Tesseras

Phase 4: Encryption and Sealed Tesseras

2026-02-14

Some memories are not meant for everyone. A private journal, a letter to be opened in 2050, a family secret sealed until the grandchildren are old enough. Until now, every tessera on the network was open. Phase 4 changes that: Tesseras now encrypts private and sealed content with a hybrid cryptographic scheme designed to resist both classical and quantum attacks.

The principle remains the same — encrypt as little as possible. Public memories need availability, not secrecy. But when someone creates a private or sealed tessera, the content is now locked behind AES-256-GCM encryption with keys protected by a hybrid key encapsulation mechanism combining X25519 and ML-KEM-768. Both algorithms must be broken to access the content.

What was built

AES-256-GCM encryptor (tesseras-crypto/src/encryption.rs) — Symmetric content encryption with random 12-byte nonces and authenticated associated data (AAD). The AAD binds ciphertext to its context: for private tesseras, the content hash is included; for sealed tesseras, both the content hash and the open_after timestamp are bound into the AAD. This means moving ciphertext between tesseras with different open dates causes decryption failure — you cannot trick the system into opening a sealed memory early by swapping its ciphertext into a tessera with an earlier seal date.

Hybrid Key Encapsulation Mechanism (tesseras-crypto/src/kem.rs) — Key exchange using X25519 (classical elliptic curve Diffie-Hellman) combined with ML-KEM-768 (the NIST-standardized post-quantum lattice-based KEM, formerly Kyber). Both shared secrets are combined via blake3::derive_key with a fixed context string ("tesseras hybrid kem v1") to produce a single 256-bit content encryption key. This follows the same "dual from day one" philosophy as the project's dual signing (Ed25519 + ML-DSA): if either algorithm is broken in the future, the other still protects the content.

Sealed Key Envelope (tesseras-crypto/src/sealed.rs) — Wraps a content encryption key using the hybrid KEM, so only the tessera owner can recover it. The KEM produces a transport key, which is XORed with the content key to produce a wrapped key stored alongside the KEM ciphertext.
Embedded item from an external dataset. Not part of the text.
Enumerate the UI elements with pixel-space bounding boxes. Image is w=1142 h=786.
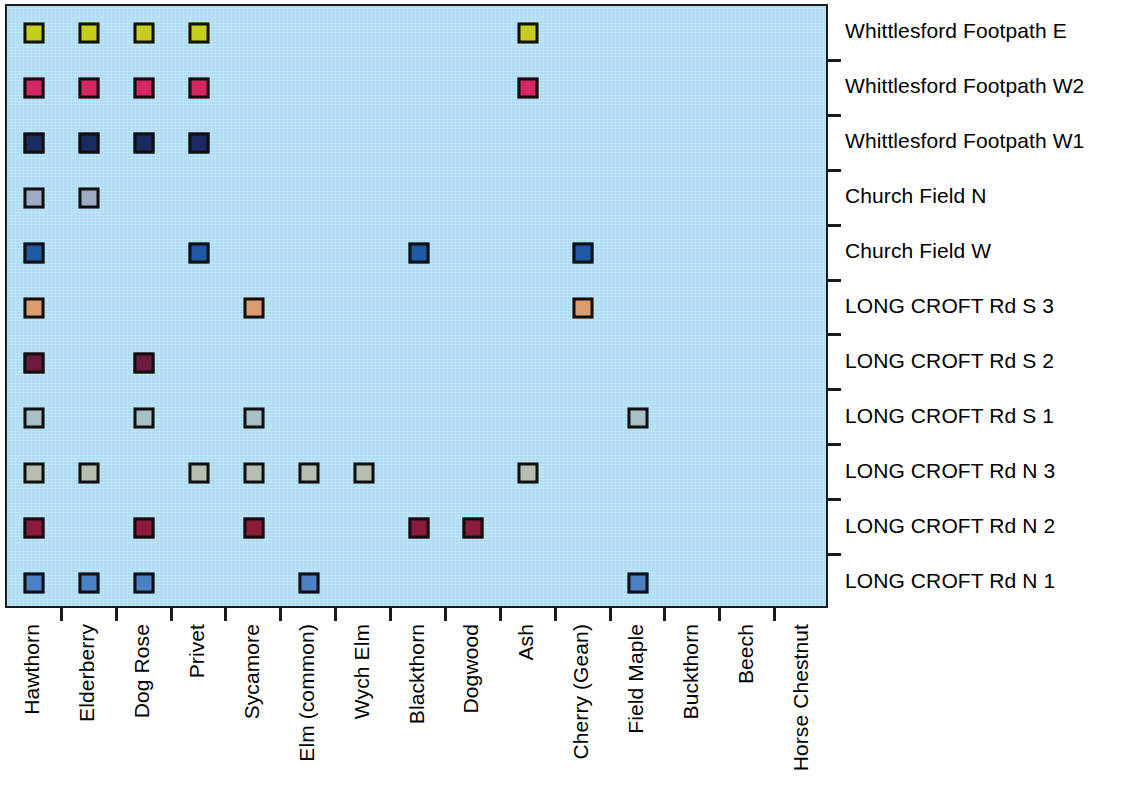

On unsealing, the owner decapsulates the KEM ciphertext to recover the transport key, then XORs again to recover the content key.

Key Publication (tesseras-crypto/src/sealed.rs) — A standalone signed artifact for publishing a sealed tessera's content key after its open_after date has passed. The owner signs the content key, tessera hash, and publication timestamp with their dual keys (Ed25519, with ML-DSA placeholder). The manifest stays immutable — the key publication is a separate document. Other nodes verify the signature against the owner's public key before using the published key to decrypt the content.

EncryptionContext (tesseras-core/src/enums.rs) — A domain type that represents the AAD context for encryption. It lives in tesseras-core rather than tesseras-crypto because it's a domain concept (not a crypto implementation detail). The to_aad_bytes() method produces deterministic serialization: a tag byte (0x00 for Private, 0x01 for Sealed), followed by the content hash, and for Sealed, the open_after timestamp as little-endian i64.

Domain validation (tesseras-core/src/service.rs) — TesseraService::create() now rejects Sealed and Private tesseras that don't provide encryption keys. This is a domain-level validation: the service layer enforces that you cannot create a sealed memory without the cryptographic machinery to protect it. The error message is clear: "missing encryption keys for visibility sealed until 2050-01-01."

Core type updatesTesseraIdentity now includes an optional encryption_public: Option<HybridEncryptionPublic> field containing both the X25519 and ML-KEM-768 public keys. KeyAlgorithm gained X25519 and MlKem768 variants. The identity filesystem layout now supports node.x25519.key/.pub and node.mlkem768.key/.pub.

Testing — 8 unit tests for AES-256-GCM (roundtrip, wrong key, tampered ciphertext, wrong AAD, cross-context decryption failure, unique nonces, plus 2 property-based tests for arbitrary payloads and nonce uniqueness). 5 unit tests for HybridKem (roundtrip, wrong keypair, tampered X25519, KDF determinism, plus 1 property-based test). 4 unit tests for SealedKeyEnvelope and KeyPublication. 2 integration tests covering the complete sealed and private tessera lifecycle: generate keys, create content key, encrypt, seal, unseal, decrypt, publish key, and verify — the full cycle.

Architecture decisions

What comes next

Sealed tesseras make Tesseras a true time capsule. A father can now record a message for his unborn grandchild, seal it until 2060, and know that the cryptographic envelope will hold — even if the quantum computers of the future try to break it open early.